Bianca Babb, abducted by Comanches


Couple
Bianca Babb and her husband, J.D. Bell, as pictured in the Fort Worth Star Telegram in 1939.

Even a casual history-lover of the Southwest has heard about Cynthia Ann Parker's interesting life as an Anglo-turned-Comanche, but not everyone is familiar with Bianca Babb's story.


Bianca Babb (pictured on her wedding day with her husband, J.D. Bell) was only seven years old when, in 1866, she was abducted by Comanches in a raid at her home near Chico (Wise County, Texas) during which her mother was killed.
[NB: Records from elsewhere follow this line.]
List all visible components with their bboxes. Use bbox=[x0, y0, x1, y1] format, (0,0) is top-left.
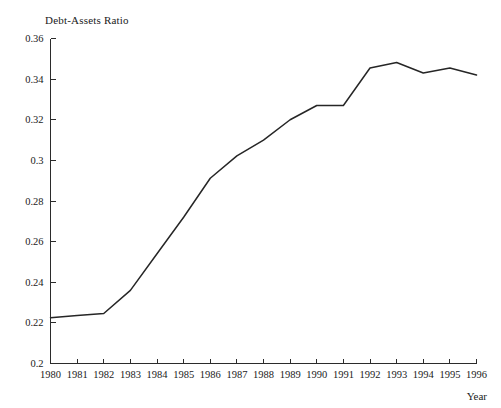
y-tick-label: 0.26 bbox=[25, 236, 43, 247]
x-tick-label: 1989 bbox=[280, 369, 301, 380]
x-tick-label: 1983 bbox=[120, 369, 141, 380]
x-tick-label: 1996 bbox=[466, 369, 487, 380]
x-axis-title: Year bbox=[467, 390, 487, 402]
chart-container: Debt-Assets Ratio 0.20.220.240.260.280.3… bbox=[0, 0, 501, 408]
line-chart-plot: 0.20.220.240.260.280.30.320.340.36 19801… bbox=[0, 0, 501, 408]
x-tick-label: 1993 bbox=[386, 369, 407, 380]
y-tick-label: 0.28 bbox=[25, 196, 43, 207]
x-tick-label: 1992 bbox=[360, 369, 381, 380]
x-tick-label: 1991 bbox=[333, 369, 354, 380]
x-tick-label: 1994 bbox=[413, 369, 435, 380]
x-tick-label: 1990 bbox=[306, 369, 327, 380]
y-tick-label: 0.32 bbox=[25, 114, 43, 125]
x-tick-label: 1988 bbox=[253, 369, 274, 380]
x-tick-label: 1980 bbox=[40, 369, 61, 380]
x-tick-label: 1986 bbox=[200, 369, 221, 380]
y-tick-label: 0.22 bbox=[25, 317, 43, 328]
y-tick-label: 0.3 bbox=[30, 155, 43, 166]
x-tick-label: 1982 bbox=[93, 369, 114, 380]
y-tick-label: 0.36 bbox=[25, 33, 43, 44]
axis-lines bbox=[51, 39, 477, 364]
x-tick-label: 1985 bbox=[173, 369, 194, 380]
x-tick-label: 1984 bbox=[147, 369, 169, 380]
data-series-line bbox=[51, 62, 477, 317]
x-tick-label: 1995 bbox=[439, 369, 460, 380]
x-tick-label: 1981 bbox=[67, 369, 88, 380]
x-tick-label: 1987 bbox=[226, 369, 247, 380]
y-tick-label: 0.2 bbox=[30, 358, 43, 369]
x-axis-ticks: 1980198119821983198419851986198719881989… bbox=[40, 359, 487, 380]
y-tick-label: 0.24 bbox=[25, 277, 44, 288]
y-tick-label: 0.34 bbox=[25, 74, 44, 85]
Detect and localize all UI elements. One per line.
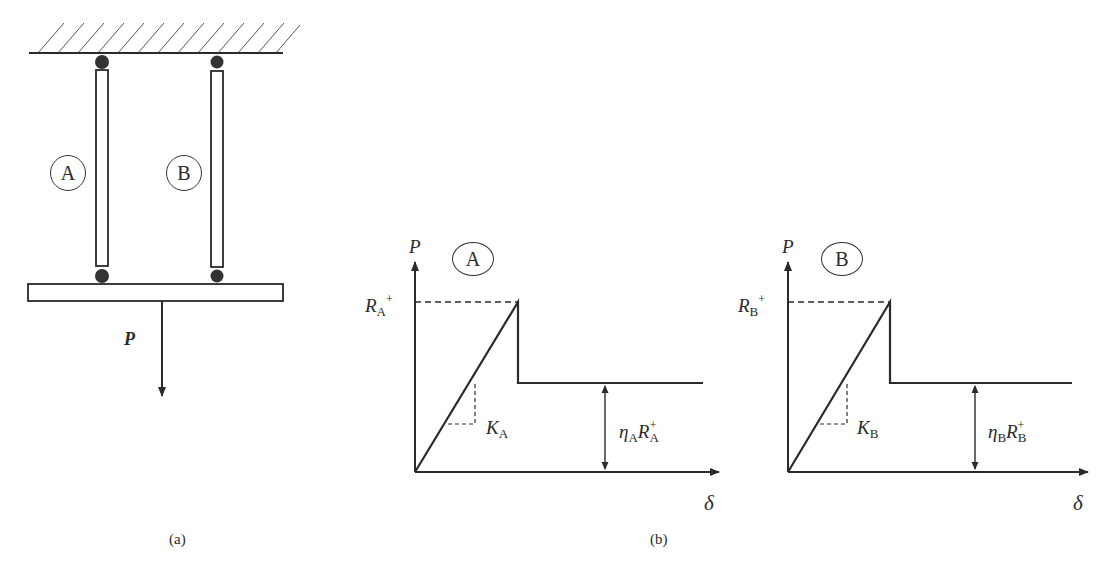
figure-canvas — [0, 0, 1107, 569]
caption-b: (b) — [650, 532, 668, 547]
top-hinge-b — [211, 56, 224, 69]
chart-b-stiffness-triangle — [820, 383, 847, 424]
chart-b-panel-label: B — [821, 242, 863, 276]
chart-a-y-axis-label: P — [409, 237, 421, 256]
chart-a-residual-label: ηARA+ — [619, 422, 657, 441]
residual-label-sub: A — [649, 430, 658, 445]
fixed-support-hatch — [38, 23, 300, 53]
caption-a: (a) — [169, 532, 186, 547]
load-label: P — [124, 330, 135, 348]
stiffness-label-sub: A — [499, 426, 508, 441]
bar-b — [211, 71, 223, 267]
stiffness-label-sub: B — [870, 426, 879, 441]
bottom-hinge-b — [211, 270, 224, 283]
structure-diagram — [28, 23, 300, 396]
residual-eta-sub: A — [628, 430, 637, 445]
bottom-hinge-a — [95, 269, 109, 283]
peak-label-sub: A — [377, 304, 386, 319]
chart-a-panel-label-text: A — [466, 248, 480, 271]
rigid-plate — [28, 284, 283, 301]
chart-a-peak-label: RA+ — [365, 296, 393, 315]
chart-b-y-axis-label: P — [782, 237, 794, 256]
stiffness-label-base: K — [857, 417, 870, 438]
chart-a-curve — [415, 302, 703, 472]
top-hinge-a — [95, 55, 109, 69]
chart-a-stiffness-triangle — [448, 383, 475, 424]
bar-b-label: B — [166, 155, 202, 191]
bar-a-label-text: A — [61, 162, 75, 185]
peak-label-sup: + — [758, 292, 765, 306]
chart-b-stiffness-label: KB — [857, 418, 878, 437]
chart-b-curve — [788, 302, 1072, 472]
residual-label-base: R — [1006, 421, 1018, 442]
residual-label-base: R — [638, 421, 650, 442]
chart-a-panel-label: A — [452, 242, 494, 276]
bar-a — [96, 70, 108, 266]
bar-b-label-text: B — [177, 162, 190, 185]
peak-label-sub: B — [750, 304, 759, 319]
chart-b — [788, 262, 1088, 472]
chart-b-panel-label-text: B — [835, 248, 848, 271]
peak-label-base: R — [738, 295, 750, 316]
chart-a — [415, 262, 719, 472]
stiffness-label-base: K — [486, 417, 499, 438]
peak-label-base: R — [365, 295, 377, 316]
bar-a-label: A — [50, 155, 86, 191]
chart-b-peak-label: RB+ — [738, 296, 765, 315]
chart-a-x-axis-label: δ — [704, 493, 714, 514]
chart-a-stiffness-label: KA — [486, 418, 508, 437]
residual-eta-sub: B — [997, 430, 1006, 445]
residual-label-sup: + — [1017, 418, 1024, 432]
residual-label-sup: + — [650, 418, 657, 432]
chart-b-x-axis-label: δ — [1073, 493, 1083, 514]
residual-label-sub: B — [1018, 430, 1027, 445]
peak-label-sup: + — [386, 292, 393, 306]
chart-b-residual-label: ηBRB+ — [988, 422, 1024, 441]
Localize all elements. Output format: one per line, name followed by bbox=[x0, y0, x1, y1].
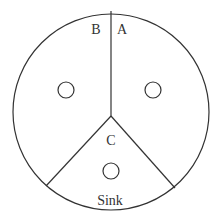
sector-b-label: B bbox=[91, 22, 100, 37]
sector-a-label: A bbox=[117, 22, 128, 37]
sink-label: Sink bbox=[97, 193, 123, 208]
sector-c-marker bbox=[103, 163, 119, 179]
sector-a-marker bbox=[145, 82, 161, 98]
spoke-left bbox=[46, 116, 111, 186]
sectored-circle-diagram: A B C Sink bbox=[0, 0, 219, 223]
sector-c-label: C bbox=[106, 133, 115, 148]
diagram-canvas: A B C Sink bbox=[0, 0, 219, 223]
spoke-right bbox=[111, 116, 175, 188]
sector-b-marker bbox=[58, 82, 74, 98]
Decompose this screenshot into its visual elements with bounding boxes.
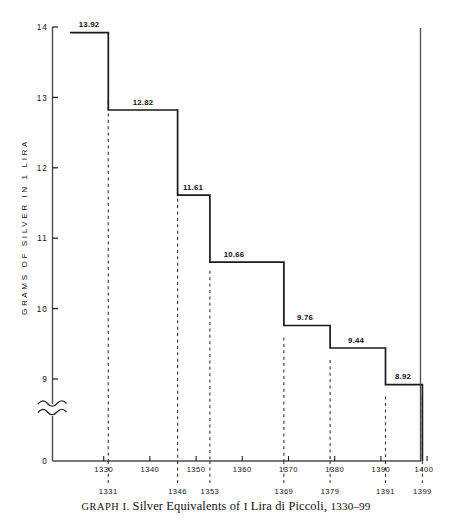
x-event-label-1391: 1391 <box>376 487 395 496</box>
x-event-label-group: 1331 1346 1353 1369 1379 1391 1399 <box>99 487 432 496</box>
value-label-9.44: 9.44 <box>348 336 364 345</box>
x-tick-label-1340: 1340 <box>140 465 159 474</box>
value-label-11.61: 11.61 <box>183 183 204 192</box>
event-dashed-lines <box>108 101 422 461</box>
x-tick-label-1360: 1360 <box>233 465 252 474</box>
y-tick-label-11: 11 <box>37 234 48 243</box>
y-tick-group: 14 13 12 11 10 9 0 <box>37 23 58 466</box>
caption-text: Silver Equivalents of <box>133 499 241 513</box>
value-label-group: 13.92 12.82 11.61 10.66 9.76 9.44 8.92 <box>79 20 412 381</box>
x-tick-label-1350: 1350 <box>187 465 206 474</box>
figure-container: 14 13 12 11 10 9 0 GRAMS OF SILVER IN 1 … <box>0 0 452 528</box>
y-tick-label-10: 10 <box>37 305 48 314</box>
y-tick-label-14: 14 <box>37 23 48 32</box>
step-line-series <box>70 33 422 461</box>
figure-caption: GRAPH I. Silver Equivalents of I Lira di… <box>0 499 452 514</box>
y-tick-label-0: 0 <box>42 457 48 466</box>
value-label-13.92: 13.92 <box>79 20 100 29</box>
y-tick-label-13: 13 <box>37 94 48 103</box>
caption-years: 1330–99 <box>330 500 370 512</box>
x-event-label-1346: 1346 <box>168 487 187 496</box>
y-tick-label-9: 9 <box>42 375 48 384</box>
value-label-9.76: 9.76 <box>297 313 313 322</box>
x-tick-label-1380: 1380 <box>325 465 344 474</box>
x-event-label-1369: 1369 <box>274 487 293 496</box>
value-label-8.92: 8.92 <box>395 372 411 381</box>
step-chart: 14 13 12 11 10 9 0 GRAMS OF SILVER IN 1 … <box>0 0 452 500</box>
y-tick-label-12: 12 <box>37 164 48 173</box>
x-tick-label-1390: 1390 <box>371 465 390 474</box>
x-tick-label-1370: 1370 <box>279 465 298 474</box>
x-event-label-1379: 1379 <box>321 487 340 496</box>
x-event-label-1353: 1353 <box>200 487 219 496</box>
value-label-10.66: 10.66 <box>224 250 245 259</box>
value-label-12.82: 12.82 <box>133 98 154 107</box>
x-event-label-1399: 1399 <box>413 487 432 496</box>
y-axis-title: GRAMS OF SILVER IN 1 LIRA <box>20 139 29 315</box>
x-tick-label-1400: 1400 <box>415 465 434 474</box>
x-tick-label-1330: 1330 <box>94 465 113 474</box>
x-tick-group: 1330 1340 1350 1360 1370 1380 1390 1400 <box>94 456 433 474</box>
x-event-label-1331: 1331 <box>99 487 118 496</box>
caption-text-2: Lira di Piccoli, <box>251 499 327 513</box>
caption-label: GRAPH <box>81 501 119 512</box>
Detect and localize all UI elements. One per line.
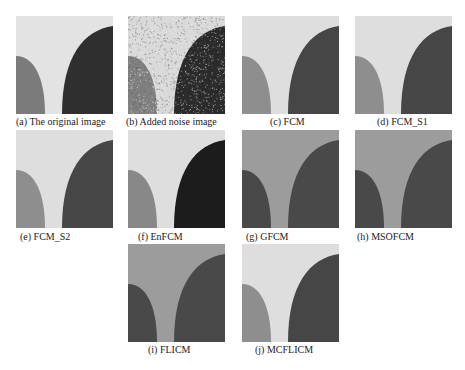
panel-caption-e: (e) FCM_S2 xyxy=(20,231,70,243)
panel-caption-j: (j) MCFLICM xyxy=(255,344,313,356)
panel-caption-a: (a) The original image xyxy=(16,116,106,128)
panel-image-b xyxy=(128,16,225,114)
panel-image-i xyxy=(128,244,225,342)
panel-image-a xyxy=(16,16,113,114)
panel-image-j xyxy=(242,244,339,342)
panel-image-h xyxy=(355,130,452,228)
panel-caption-i: (i) FLICM xyxy=(148,344,191,356)
panel-caption-f: (f) EnFCM xyxy=(138,231,183,243)
panel-image-g xyxy=(242,130,339,228)
panel-image-d xyxy=(355,16,452,114)
panel-image-f xyxy=(128,130,225,228)
panel-image-e xyxy=(16,130,113,228)
panel-caption-h: (h) MSOFCM xyxy=(357,231,414,243)
panel-caption-b: (b) Added noise image xyxy=(126,116,217,128)
panel-caption-g: (g) GFCM xyxy=(246,231,289,243)
panel-caption-d: (d) FCM_S1 xyxy=(377,116,428,128)
panel-image-c xyxy=(242,16,339,114)
panel-caption-c: (c) FCM xyxy=(270,116,305,128)
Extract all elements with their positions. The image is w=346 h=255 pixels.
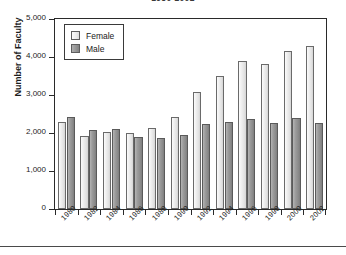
x-axis-tick <box>168 210 169 215</box>
y-axis-tick-label: 0 <box>42 203 46 212</box>
y-axis-tick-label: 1,000 <box>26 165 46 174</box>
x-axis-tick <box>191 210 192 215</box>
y-axis-tick-label: 3,000 <box>26 89 46 98</box>
bar-female-1990 <box>171 117 179 209</box>
y-axis-tick: 1,000 <box>0 171 54 172</box>
bar-female-1994 <box>216 76 224 209</box>
x-axis-tick <box>123 210 124 215</box>
bar-male-1988 <box>157 138 165 209</box>
bar-male-1992 <box>202 124 210 209</box>
y-axis-tick-mark <box>49 19 54 20</box>
bar-male-1994 <box>225 122 233 209</box>
y-axis-tick-label: 2,000 <box>26 127 46 136</box>
faculty-bar-chart-figure: 1980-2002 Number of Faculty Female Male … <box>0 0 346 255</box>
bar-female-1998 <box>261 64 269 209</box>
bar-female-2000 <box>284 51 292 209</box>
x-axis-tick <box>303 210 304 215</box>
bar-male-1984 <box>112 129 120 209</box>
legend-item-female: Female <box>71 29 114 42</box>
bar-female-1986 <box>126 133 134 209</box>
bar-female-1996 <box>238 61 246 209</box>
y-axis-tick-mark <box>49 57 54 58</box>
x-axis-tick <box>100 210 101 215</box>
x-axis-tick <box>78 210 79 215</box>
bar-female-2002 <box>306 46 314 209</box>
bar-male-2002 <box>315 123 323 209</box>
bottom-divider <box>0 246 346 247</box>
y-axis-tick: 4,000 <box>0 57 54 58</box>
legend-label-male: Male <box>86 44 104 54</box>
y-axis-tick-mark <box>49 209 54 210</box>
y-axis-title: Number of Faculty <box>13 0 23 117</box>
bar-female-1982 <box>80 136 88 209</box>
chart-legend: Female Male <box>64 24 124 60</box>
chart-title: 1980-2002 <box>0 0 346 3</box>
bar-female-1988 <box>148 128 156 209</box>
x-axis-tick <box>258 210 259 215</box>
y-axis-tick: 0 <box>0 209 54 210</box>
y-axis-tick-mark <box>49 95 54 96</box>
x-axis-tick <box>236 210 237 215</box>
y-axis-tick-mark <box>49 133 54 134</box>
x-axis-tick <box>145 210 146 215</box>
bar-female-1984 <box>103 132 111 209</box>
x-axis-tick <box>281 210 282 215</box>
bar-female-1980 <box>58 122 66 209</box>
bar-male-1980 <box>67 117 75 209</box>
bar-male-1996 <box>247 119 255 209</box>
x-axis-tick <box>325 210 326 215</box>
bar-female-1992 <box>193 92 201 209</box>
bar-male-1998 <box>270 123 278 209</box>
legend-swatch-male-icon <box>71 44 80 53</box>
y-axis-tick: 3,000 <box>0 95 54 96</box>
y-axis-tick: 2,000 <box>0 133 54 134</box>
bar-male-2000 <box>292 118 300 209</box>
y-axis-tick: 5,000 <box>0 19 54 20</box>
y-axis-tick-label: 4,000 <box>26 51 46 60</box>
bar-male-1986 <box>134 137 142 209</box>
bar-male-1990 <box>180 135 188 209</box>
legend-label-female: Female <box>86 31 114 41</box>
y-axis-tick-label: 5,000 <box>26 13 46 22</box>
x-axis-tick <box>55 210 56 215</box>
legend-item-male: Male <box>71 42 114 55</box>
legend-swatch-female-icon <box>71 31 80 40</box>
y-axis-tick-mark <box>49 171 54 172</box>
bar-male-1982 <box>89 130 97 209</box>
x-axis-tick <box>213 210 214 215</box>
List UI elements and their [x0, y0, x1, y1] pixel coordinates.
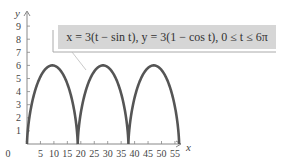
y-tick-label: 2: [16, 112, 21, 123]
x-tick-label: 15: [62, 148, 72, 159]
formula-text: x = 3(t − sin t), y = 3(1 − cos t), 0 ≤ …: [66, 30, 268, 45]
cycloid-curve: [27, 65, 179, 144]
y-tick-label: 8: [16, 34, 21, 45]
y-tick-label: 3: [16, 99, 21, 110]
x-tick-label: 50: [157, 148, 167, 159]
x-tick-label: 10: [49, 148, 59, 159]
pointer-line: [72, 52, 86, 70]
x-tick-label: 55: [170, 148, 180, 159]
y-tick-label: 1: [16, 125, 21, 136]
y-tick-label: 5: [16, 73, 21, 84]
x-axis-label: x: [185, 141, 191, 153]
x-tick-label: 5: [38, 148, 43, 159]
formula-label: x = 3(t − sin t), y = 3(1 − cos t), 0 ≤ …: [58, 25, 276, 49]
x-tick-label: 40: [130, 148, 140, 159]
x-tick-label: 20: [76, 148, 86, 159]
x-tick-label: 35: [116, 148, 126, 159]
x-tick-label: 0: [6, 148, 11, 159]
y-tick-label: 9: [16, 21, 21, 32]
y-tick-label: 7: [16, 47, 21, 58]
x-tick-label: 30: [103, 148, 113, 159]
x-tick-label: 45: [143, 148, 153, 159]
x-tick-label: 25: [89, 148, 99, 159]
y-axis-label: y: [14, 7, 20, 19]
y-tick-label: 6: [16, 60, 21, 71]
y-tick-label: 4: [16, 86, 21, 97]
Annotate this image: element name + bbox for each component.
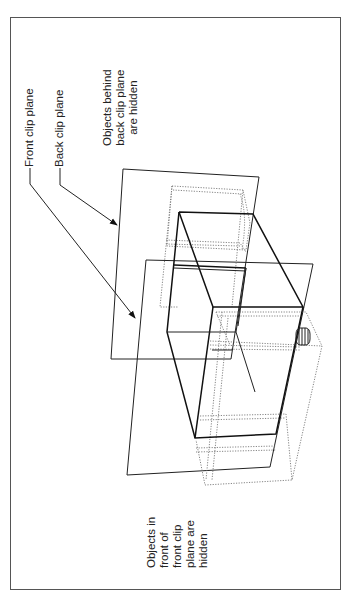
front-clip-leader [30,168,135,318]
in-front-of-front-plane-note: Objects in front of front clip plane are… [145,517,210,568]
back-clip-leader [60,168,117,225]
hidden-geometry-front [196,312,322,485]
front-clip-plane [127,260,313,475]
front-clip-plane-label: Front clip plane [23,88,36,167]
visible-cube [167,212,303,438]
hidden-geometry-back [160,186,250,307]
back-clip-plane-label: Back clip plane [53,90,66,167]
behind-back-plane-note: Objects behind back clip plane are hidde… [101,69,140,146]
back-clip-plane [111,169,259,359]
Often, Comanches did not exploit but rather adopted the children they stole. For two years, she and her brother, who was also taken, lived as Comanches. She was ransomed by her father at Fort Arbuckle in 1869.


Bianca freely talked about her experiences as a "Comanche captive" in a Fort Worth Star Telegram interview given in 1939, when she was the guest of honor when the opera "Cynthia Ann Parker" premiered in Denton.


She told the interviewer that "I was terribly frightened at first. It was a horrible thing to see my mother shot through with arrows and then scalped. When I got over the first grief and fear I got made. I kicked, hit, bit and clawed... They must have liked my spirit, for they treated me pretty well, as well as they did their own children... The worst thing was being hungry nearly all the time. The Indians were supposed to be on the Indian Territory Reservation [Fort Sill], but they roved all over North and west Texas, and into New Mexico... they had to kill or steal their food, and food was always scarce. But they divided generously with me, what they had."


Bianca, nicknamed "the little Tejana" by the Comanches, became the adopted daughter of Tek-wa-shana, the sister of the tribal chief. Her adopted mother taught her Comanche and treated her well.


After she returned to Anglo society, Bianca lived with several relatives until she married J.D. Bell in Henrietta, Clay County, Texas. She and her husband had seven children; some of her descendants probably still live in the Red River Valley region. She lived to be 93 (!) and is buried at the Odd Fellows Cemetery in Denton (Denton County, Texas).